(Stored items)
....

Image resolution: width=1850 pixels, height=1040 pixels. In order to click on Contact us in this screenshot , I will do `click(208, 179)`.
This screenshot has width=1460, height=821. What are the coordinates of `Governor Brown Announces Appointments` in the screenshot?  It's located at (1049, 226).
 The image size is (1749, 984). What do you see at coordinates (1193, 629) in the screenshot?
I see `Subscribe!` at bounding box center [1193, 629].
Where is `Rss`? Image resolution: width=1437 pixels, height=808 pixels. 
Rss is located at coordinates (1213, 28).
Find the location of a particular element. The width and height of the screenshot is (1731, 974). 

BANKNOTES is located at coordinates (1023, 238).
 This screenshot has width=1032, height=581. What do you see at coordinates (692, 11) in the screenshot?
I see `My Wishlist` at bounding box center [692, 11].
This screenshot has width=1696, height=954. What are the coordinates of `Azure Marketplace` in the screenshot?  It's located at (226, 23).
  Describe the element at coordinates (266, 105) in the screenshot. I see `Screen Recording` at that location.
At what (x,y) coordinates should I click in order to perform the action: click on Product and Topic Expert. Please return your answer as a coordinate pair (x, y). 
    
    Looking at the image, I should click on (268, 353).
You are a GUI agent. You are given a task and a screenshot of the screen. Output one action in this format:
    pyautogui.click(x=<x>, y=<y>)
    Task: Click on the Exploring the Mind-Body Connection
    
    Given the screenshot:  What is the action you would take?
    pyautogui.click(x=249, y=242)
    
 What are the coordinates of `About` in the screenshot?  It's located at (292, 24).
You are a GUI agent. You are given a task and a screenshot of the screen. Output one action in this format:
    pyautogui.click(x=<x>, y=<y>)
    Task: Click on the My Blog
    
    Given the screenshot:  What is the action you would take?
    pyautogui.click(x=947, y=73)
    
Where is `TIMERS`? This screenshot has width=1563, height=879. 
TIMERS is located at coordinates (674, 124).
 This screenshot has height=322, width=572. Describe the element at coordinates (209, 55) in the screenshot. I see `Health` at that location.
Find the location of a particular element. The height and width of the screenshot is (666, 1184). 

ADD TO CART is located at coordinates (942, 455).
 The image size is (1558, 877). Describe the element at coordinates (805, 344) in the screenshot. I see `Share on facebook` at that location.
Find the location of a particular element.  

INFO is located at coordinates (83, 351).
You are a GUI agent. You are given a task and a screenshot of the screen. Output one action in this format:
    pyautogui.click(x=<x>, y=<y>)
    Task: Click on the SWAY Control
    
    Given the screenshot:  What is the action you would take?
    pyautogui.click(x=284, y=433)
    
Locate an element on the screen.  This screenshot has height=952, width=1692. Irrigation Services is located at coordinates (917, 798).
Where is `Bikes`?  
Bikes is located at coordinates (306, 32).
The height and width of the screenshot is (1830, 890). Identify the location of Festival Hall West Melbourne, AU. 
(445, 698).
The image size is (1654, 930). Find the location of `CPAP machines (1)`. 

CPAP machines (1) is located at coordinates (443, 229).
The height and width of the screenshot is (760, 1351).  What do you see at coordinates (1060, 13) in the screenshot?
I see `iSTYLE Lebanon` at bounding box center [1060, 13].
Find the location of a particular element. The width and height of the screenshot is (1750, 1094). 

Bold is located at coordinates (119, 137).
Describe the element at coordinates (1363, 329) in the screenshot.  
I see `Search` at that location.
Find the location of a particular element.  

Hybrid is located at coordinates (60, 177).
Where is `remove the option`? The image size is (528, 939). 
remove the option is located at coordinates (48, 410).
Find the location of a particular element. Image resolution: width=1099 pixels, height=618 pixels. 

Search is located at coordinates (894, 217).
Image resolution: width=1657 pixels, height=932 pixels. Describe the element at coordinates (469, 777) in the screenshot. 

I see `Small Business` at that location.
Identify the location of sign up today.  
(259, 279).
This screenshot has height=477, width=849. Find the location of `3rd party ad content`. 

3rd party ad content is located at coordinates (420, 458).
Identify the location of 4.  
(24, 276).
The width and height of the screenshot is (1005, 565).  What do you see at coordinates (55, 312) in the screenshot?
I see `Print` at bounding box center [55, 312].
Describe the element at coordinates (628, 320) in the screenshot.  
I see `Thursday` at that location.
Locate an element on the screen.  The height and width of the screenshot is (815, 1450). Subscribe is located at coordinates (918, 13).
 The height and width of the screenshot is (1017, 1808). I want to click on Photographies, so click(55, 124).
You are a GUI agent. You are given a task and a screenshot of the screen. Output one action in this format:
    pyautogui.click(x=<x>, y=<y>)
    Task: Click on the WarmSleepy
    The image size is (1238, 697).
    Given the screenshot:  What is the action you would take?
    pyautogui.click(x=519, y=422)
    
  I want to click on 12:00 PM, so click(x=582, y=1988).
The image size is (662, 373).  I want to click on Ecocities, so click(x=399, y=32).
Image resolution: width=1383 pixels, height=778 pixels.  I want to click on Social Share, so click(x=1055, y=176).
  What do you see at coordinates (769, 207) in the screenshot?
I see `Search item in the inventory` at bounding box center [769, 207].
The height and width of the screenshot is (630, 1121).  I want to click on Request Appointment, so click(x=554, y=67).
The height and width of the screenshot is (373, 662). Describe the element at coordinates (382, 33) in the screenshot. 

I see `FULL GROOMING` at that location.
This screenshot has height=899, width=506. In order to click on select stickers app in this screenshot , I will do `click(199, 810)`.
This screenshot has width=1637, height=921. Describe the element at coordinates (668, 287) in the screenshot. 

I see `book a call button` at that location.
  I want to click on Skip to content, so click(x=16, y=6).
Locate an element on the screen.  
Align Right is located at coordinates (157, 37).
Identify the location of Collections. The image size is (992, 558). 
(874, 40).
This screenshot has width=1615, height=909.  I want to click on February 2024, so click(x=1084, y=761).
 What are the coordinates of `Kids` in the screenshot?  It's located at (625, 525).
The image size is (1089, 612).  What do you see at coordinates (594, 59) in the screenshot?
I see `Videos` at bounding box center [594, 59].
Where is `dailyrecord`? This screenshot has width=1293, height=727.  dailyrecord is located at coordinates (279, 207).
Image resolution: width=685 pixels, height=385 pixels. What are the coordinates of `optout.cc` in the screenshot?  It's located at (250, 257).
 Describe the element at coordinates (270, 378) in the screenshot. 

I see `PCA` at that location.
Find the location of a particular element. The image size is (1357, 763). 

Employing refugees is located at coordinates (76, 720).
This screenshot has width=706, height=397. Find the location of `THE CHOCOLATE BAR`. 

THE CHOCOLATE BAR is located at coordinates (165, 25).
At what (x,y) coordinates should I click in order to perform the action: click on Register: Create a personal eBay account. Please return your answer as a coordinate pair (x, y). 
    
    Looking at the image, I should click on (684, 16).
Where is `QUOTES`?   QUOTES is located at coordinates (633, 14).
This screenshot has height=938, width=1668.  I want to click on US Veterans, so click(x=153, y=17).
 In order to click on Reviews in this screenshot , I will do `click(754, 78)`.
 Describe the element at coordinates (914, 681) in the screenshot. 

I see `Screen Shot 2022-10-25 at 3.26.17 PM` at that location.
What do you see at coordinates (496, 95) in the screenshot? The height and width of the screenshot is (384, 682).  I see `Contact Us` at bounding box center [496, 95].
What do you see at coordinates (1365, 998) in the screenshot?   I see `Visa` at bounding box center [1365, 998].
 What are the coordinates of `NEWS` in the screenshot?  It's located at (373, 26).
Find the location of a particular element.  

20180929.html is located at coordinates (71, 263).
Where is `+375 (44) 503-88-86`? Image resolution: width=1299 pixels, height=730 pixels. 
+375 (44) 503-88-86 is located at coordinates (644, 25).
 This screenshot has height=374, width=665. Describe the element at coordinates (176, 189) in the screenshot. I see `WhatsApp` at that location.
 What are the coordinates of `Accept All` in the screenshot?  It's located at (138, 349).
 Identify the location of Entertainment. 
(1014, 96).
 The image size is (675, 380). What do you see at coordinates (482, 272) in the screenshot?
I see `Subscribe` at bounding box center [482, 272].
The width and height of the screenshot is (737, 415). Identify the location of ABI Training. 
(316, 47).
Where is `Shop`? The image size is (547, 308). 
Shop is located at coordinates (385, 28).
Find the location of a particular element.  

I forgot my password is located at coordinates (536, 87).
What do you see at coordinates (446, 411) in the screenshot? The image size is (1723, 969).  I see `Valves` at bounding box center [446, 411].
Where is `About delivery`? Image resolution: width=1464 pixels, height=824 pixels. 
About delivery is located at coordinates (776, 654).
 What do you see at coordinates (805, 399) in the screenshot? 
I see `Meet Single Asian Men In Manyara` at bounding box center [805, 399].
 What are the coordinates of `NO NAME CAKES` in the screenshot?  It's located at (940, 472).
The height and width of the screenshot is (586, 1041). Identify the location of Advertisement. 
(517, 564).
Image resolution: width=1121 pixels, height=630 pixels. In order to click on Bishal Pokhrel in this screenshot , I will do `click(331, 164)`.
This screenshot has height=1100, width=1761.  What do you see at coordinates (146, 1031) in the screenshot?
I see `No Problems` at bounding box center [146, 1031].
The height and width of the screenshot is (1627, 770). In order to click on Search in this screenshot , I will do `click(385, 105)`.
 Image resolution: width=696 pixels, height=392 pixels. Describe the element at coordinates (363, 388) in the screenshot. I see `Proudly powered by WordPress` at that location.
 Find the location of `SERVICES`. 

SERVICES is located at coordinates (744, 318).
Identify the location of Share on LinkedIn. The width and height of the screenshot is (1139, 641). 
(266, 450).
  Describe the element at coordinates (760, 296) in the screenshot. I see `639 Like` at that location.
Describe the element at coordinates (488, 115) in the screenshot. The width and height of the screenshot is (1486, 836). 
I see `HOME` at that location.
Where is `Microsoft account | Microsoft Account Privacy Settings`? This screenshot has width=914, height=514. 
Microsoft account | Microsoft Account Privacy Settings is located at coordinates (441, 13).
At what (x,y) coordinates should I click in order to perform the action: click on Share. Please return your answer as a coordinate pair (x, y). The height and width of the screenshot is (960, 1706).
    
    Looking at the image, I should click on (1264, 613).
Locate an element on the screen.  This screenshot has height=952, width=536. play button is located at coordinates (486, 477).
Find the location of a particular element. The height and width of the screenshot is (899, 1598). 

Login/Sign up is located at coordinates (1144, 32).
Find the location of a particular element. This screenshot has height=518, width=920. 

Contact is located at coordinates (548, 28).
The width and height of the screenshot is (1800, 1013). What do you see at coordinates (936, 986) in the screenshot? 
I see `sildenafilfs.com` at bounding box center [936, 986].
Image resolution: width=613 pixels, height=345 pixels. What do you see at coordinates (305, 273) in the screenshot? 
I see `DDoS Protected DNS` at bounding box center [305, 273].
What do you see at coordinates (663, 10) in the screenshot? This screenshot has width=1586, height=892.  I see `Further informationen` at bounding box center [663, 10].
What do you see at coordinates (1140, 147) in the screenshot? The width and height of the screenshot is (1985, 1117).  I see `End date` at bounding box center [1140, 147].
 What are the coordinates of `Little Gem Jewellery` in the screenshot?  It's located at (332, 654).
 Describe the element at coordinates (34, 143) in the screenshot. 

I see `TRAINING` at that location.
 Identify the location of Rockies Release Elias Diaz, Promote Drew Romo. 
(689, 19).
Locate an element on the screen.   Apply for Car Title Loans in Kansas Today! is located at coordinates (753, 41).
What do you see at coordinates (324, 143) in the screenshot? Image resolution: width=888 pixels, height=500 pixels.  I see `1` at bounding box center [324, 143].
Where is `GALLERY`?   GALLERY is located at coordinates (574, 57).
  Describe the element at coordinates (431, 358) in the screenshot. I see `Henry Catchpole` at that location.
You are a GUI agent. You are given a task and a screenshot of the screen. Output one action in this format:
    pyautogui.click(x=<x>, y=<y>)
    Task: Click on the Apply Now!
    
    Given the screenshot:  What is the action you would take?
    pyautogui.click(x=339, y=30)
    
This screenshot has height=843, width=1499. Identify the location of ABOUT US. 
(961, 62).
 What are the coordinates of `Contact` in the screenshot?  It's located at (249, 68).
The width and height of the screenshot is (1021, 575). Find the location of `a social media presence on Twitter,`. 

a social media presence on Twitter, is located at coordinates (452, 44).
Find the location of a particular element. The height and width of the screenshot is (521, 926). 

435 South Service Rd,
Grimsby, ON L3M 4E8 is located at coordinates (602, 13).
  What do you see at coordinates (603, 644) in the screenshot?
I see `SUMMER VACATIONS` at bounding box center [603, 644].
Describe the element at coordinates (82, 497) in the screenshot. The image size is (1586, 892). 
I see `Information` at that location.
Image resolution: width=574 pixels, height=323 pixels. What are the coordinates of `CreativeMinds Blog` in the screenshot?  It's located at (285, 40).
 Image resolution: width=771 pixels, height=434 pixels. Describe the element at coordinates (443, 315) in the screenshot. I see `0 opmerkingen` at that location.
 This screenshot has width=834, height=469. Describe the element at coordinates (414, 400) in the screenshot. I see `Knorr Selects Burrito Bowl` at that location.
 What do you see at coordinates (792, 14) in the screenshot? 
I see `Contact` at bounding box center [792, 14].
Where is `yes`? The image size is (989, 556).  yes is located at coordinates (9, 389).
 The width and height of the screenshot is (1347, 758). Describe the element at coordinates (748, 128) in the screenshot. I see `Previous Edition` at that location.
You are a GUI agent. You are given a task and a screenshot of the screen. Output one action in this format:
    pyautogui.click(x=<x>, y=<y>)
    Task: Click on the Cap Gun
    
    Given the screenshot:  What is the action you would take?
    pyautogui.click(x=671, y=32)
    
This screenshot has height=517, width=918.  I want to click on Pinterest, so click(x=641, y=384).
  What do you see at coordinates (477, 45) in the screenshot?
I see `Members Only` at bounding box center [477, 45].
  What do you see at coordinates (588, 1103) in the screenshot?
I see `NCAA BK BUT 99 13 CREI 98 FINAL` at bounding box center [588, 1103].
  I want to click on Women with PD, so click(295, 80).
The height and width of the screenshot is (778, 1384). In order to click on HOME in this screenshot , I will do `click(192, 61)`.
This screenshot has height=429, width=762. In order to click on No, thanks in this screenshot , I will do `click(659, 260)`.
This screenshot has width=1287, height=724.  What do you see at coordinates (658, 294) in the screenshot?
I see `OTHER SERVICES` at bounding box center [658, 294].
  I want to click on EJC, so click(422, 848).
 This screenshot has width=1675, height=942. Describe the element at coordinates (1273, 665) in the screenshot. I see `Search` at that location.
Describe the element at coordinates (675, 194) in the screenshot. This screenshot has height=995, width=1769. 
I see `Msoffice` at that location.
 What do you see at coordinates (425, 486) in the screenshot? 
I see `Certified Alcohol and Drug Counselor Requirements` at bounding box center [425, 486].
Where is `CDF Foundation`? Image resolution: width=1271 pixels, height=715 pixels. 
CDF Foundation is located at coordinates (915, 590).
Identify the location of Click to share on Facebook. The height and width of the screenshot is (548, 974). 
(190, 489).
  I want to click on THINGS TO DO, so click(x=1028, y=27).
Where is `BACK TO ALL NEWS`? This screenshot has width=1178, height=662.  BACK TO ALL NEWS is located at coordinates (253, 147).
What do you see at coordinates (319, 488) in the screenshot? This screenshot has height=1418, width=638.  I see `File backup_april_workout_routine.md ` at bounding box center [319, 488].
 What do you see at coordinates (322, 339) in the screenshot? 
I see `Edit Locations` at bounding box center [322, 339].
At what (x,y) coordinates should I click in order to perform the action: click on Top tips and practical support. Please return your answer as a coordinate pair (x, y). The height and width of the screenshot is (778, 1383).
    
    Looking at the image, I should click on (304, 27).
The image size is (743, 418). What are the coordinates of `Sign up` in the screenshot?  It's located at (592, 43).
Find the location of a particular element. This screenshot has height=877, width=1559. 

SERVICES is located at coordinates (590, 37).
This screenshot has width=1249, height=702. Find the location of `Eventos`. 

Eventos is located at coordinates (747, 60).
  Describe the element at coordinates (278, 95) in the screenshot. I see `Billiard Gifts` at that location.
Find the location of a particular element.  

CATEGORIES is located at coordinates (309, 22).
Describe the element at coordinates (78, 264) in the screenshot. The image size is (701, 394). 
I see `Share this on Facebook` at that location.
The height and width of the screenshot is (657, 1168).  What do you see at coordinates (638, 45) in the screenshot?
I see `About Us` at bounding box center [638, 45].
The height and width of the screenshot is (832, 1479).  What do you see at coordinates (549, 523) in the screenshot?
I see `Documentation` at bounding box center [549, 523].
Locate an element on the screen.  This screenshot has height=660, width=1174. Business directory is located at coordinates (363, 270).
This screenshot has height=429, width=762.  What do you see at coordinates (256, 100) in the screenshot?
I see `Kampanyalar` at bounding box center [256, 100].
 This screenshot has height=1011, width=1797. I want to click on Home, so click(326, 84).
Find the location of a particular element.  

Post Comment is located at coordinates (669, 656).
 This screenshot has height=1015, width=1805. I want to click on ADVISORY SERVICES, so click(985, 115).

....

## What this task involves
Among the entries above, determine how many lines contain "Apply", then output only that number.

## The completed task
2